Linhart was born in the Upper Carniolan town of Radovljica, at the time part of the Habsburg monarchy, and baptized Thomas Antonius Leanhorht.
Marcus Antonius Kappus von Pichelstein (1657–1717), worked as a Jesuit missionary in Sonora (i.e., the border region between today's United States and Mexico).
Carolus Josephus Kappus von Pichelstein, a nephew of Marcus Antonius, was member of the Academia Operosorum, which was founded in Ljubljana in 1693 after the example of similar academies in Italy.
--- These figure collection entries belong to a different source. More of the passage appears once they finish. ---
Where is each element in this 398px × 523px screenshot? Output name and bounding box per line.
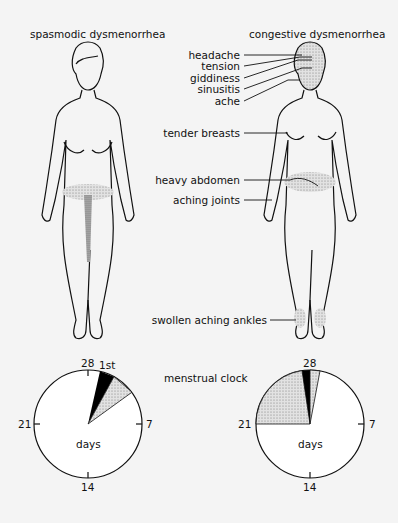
right-tick-7: 7 (369, 418, 376, 430)
left-tick-28: 28 (81, 357, 94, 369)
right-days-label: days (298, 438, 323, 450)
label-ache: ache (215, 95, 240, 107)
right-tick-21: 21 (238, 418, 251, 430)
right-tick-14: 14 (303, 481, 316, 493)
left-tick-21: 21 (18, 418, 31, 430)
label-tension: tension (201, 60, 240, 72)
left-tick-7: 7 (146, 418, 153, 430)
right-tick-28: 28 (303, 357, 316, 369)
left-marker-1st: 1st (99, 359, 115, 371)
label-tender-breasts: tender breasts (163, 127, 240, 139)
label-sinusitis: sinusitis (197, 83, 240, 95)
left-pelvic-shading (62, 184, 114, 262)
left-menstrual-clock (34, 370, 142, 478)
label-swollen-ankles: swollen aching ankles (152, 314, 267, 326)
label-aching-joints: aching joints (173, 194, 240, 206)
title-congestive: congestive dysmenorrhea (249, 28, 385, 40)
label-heavy-abdomen: heavy abdomen (155, 174, 240, 186)
menstrual-clock-label: menstrual clock (164, 372, 248, 384)
left-tick-14: 14 (81, 481, 94, 493)
right-menstrual-clock (256, 370, 364, 478)
title-spasmodic: spasmodic dysmenorrhea (30, 28, 165, 40)
left-days-label: days (76, 438, 101, 450)
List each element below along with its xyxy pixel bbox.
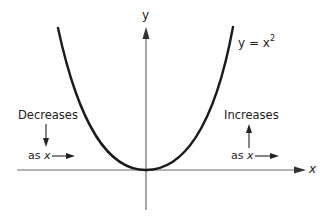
x-axis-arrow-icon xyxy=(294,167,306,174)
up-arrow-icon xyxy=(246,124,252,133)
equation-exponent: 2 xyxy=(270,34,275,43)
decreases-subtitle-var: x xyxy=(44,149,51,162)
equation-text: y = x xyxy=(238,36,270,50)
increases-label: Increases xyxy=(224,110,279,122)
right-arrow-icon xyxy=(270,153,279,159)
decreases-label: Decreases xyxy=(18,110,78,122)
increases-subtitle: as x xyxy=(231,150,253,161)
x-axis-label: x xyxy=(309,163,316,175)
decreases-subtitle-prefix: as xyxy=(28,149,44,162)
right-arrow-icon xyxy=(66,153,75,159)
decreases-subtitle: as x xyxy=(28,150,50,161)
increases-subtitle-prefix: as xyxy=(231,149,247,162)
increases-subtitle-var: x xyxy=(247,149,254,162)
y-axis-arrow-icon xyxy=(143,27,150,39)
y-axis xyxy=(143,27,150,210)
y-axis-label: y xyxy=(142,9,149,21)
equation-label: y = x2 xyxy=(238,35,275,49)
down-arrow-icon xyxy=(43,138,49,147)
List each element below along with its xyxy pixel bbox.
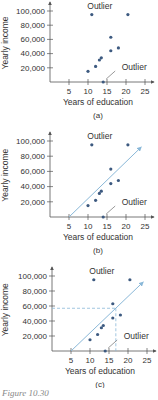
data-point: [102, 324, 105, 327]
y-tick-label: 100,000: [18, 272, 47, 281]
data-point: [109, 49, 112, 52]
y-axis-label: Yearly income: [0, 16, 10, 69]
panel-label: (c): [95, 380, 105, 388]
y-tick-label: 60,000: [21, 167, 46, 176]
y-axis-label: Yearly income: [0, 283, 10, 336]
panel-label: (b): [93, 246, 103, 255]
data-point: [92, 278, 95, 281]
data-point: [128, 278, 131, 281]
y-tick-label: 80,000: [21, 152, 46, 161]
x-tick-label: 20: [122, 87, 131, 96]
data-point: [109, 36, 112, 39]
scatter-plot-a: 20,00040,00060,00080,000100,000510152025…: [0, 0, 158, 128]
x-tick-label: 15: [105, 356, 114, 365]
data-point: [119, 313, 122, 316]
data-point: [111, 316, 114, 319]
x-tick-label: 5: [67, 87, 72, 96]
outlier-label-top: Outlier: [87, 1, 112, 11]
y-tick-label: 60,000: [21, 35, 46, 44]
chart-panel-c: 20,00040,00060,00080,000100,000510152025…: [0, 258, 158, 388]
data-point: [102, 215, 105, 218]
x-tick-label: 10: [86, 356, 95, 365]
outlier-pointer: [106, 71, 115, 79]
outlier-label-top: Outlier: [89, 266, 114, 276]
panel-label: (a): [93, 111, 103, 120]
x-tick-label: 5: [67, 222, 72, 231]
data-point: [100, 190, 103, 193]
data-point: [109, 168, 112, 171]
data-point: [126, 143, 129, 146]
data-point: [100, 56, 103, 59]
y-tick-label: 60,000: [23, 302, 48, 311]
figure-caption: Figure 10.30: [2, 388, 49, 398]
x-tick-label: 20: [122, 222, 131, 231]
scatter-plot-c: 20,00040,00060,00080,000100,000510152025…: [0, 258, 158, 388]
y-tick-label: 40,000: [21, 49, 46, 58]
data-point: [109, 182, 112, 185]
x-tick-label: 15: [103, 87, 112, 96]
data-point: [88, 338, 91, 341]
data-point: [86, 204, 89, 207]
data-point: [94, 65, 97, 68]
x-tick-label: 25: [143, 356, 152, 365]
data-point: [96, 333, 99, 336]
x-tick-label: 25: [141, 222, 150, 231]
data-point: [90, 13, 93, 16]
y-tick-label: 40,000: [23, 317, 48, 326]
y-axis-label: Yearly income: [0, 148, 10, 201]
data-point: [111, 302, 114, 305]
outlier-label-top: Outlier: [87, 131, 112, 141]
x-tick-label: 5: [69, 356, 74, 365]
outlier-label-bottom: Outlier: [122, 62, 147, 72]
y-tick-label: 20,000: [21, 64, 46, 73]
y-tick-label: 20,000: [23, 332, 48, 341]
y-tick-label: 100,000: [16, 7, 45, 16]
data-point: [117, 179, 120, 182]
outlier-label-bottom: Outlier: [122, 197, 147, 207]
data-point: [102, 80, 105, 83]
outlier-label-bottom: Outlier: [124, 331, 149, 341]
x-axis-label: Years of education: [63, 232, 133, 242]
chart-panel-a: 20,00040,00060,00080,000100,000510152025…: [0, 0, 158, 128]
y-tick-label: 80,000: [21, 21, 46, 30]
x-tick-label: 10: [84, 87, 93, 96]
x-tick-label: 10: [84, 222, 93, 231]
outlier-pointer: [106, 206, 115, 214]
data-point: [86, 70, 89, 73]
y-tick-label: 20,000: [21, 198, 46, 207]
x-tick-label: 25: [141, 87, 150, 96]
x-axis-label: Years of education: [63, 97, 133, 107]
x-tick-label: 20: [124, 356, 133, 365]
x-tick-label: 15: [103, 222, 112, 231]
data-point: [117, 46, 120, 49]
data-point: [94, 199, 97, 202]
data-point: [90, 143, 93, 146]
chart-panel-b: 20,00040,00060,00080,000100,000510152025…: [0, 128, 158, 258]
y-tick-label: 40,000: [21, 182, 46, 191]
x-axis-label: Years of education: [65, 366, 135, 376]
data-point: [126, 13, 129, 16]
scatter-plot-b: 20,00040,00060,00080,000100,000510152025…: [0, 128, 158, 258]
y-tick-label: 80,000: [23, 287, 48, 296]
data-point: [104, 349, 107, 352]
y-tick-label: 100,000: [16, 137, 45, 146]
There, he met several intellectuals, including Sigmund Zois, Valentin Vodnik, Jernej Kopitar, Jurij Japelj and others, in whose company he developed an interest in Slovene language, culture, and history.
As a historian he wrote a two-volumed work in German Versuch einer Geschichte von Krain und der übrigen südlichen Slaven Oesterreichs (An Essay on the History of Carniola and Other Austrian South Slavs).
The second, titled Versuch einer Geschichte von Krain und den übrigen Ländern der südlichen Slaven Oesterreichs (An Essay on the History of Carniola and Other Lands of the Austrian South Slavs) was published in 1791.
It deals with the age of migrations, the Slavic settlement in the Eastern Alps and later political development of the Slovene people, starting from Samo realm and Carantania.
Initially, he had a favourable opinion of the reforms of the Emperor Joseph II, but he was critical of his centralist policies as well as of his neglect of the various regional languages in the Habsburg Empire.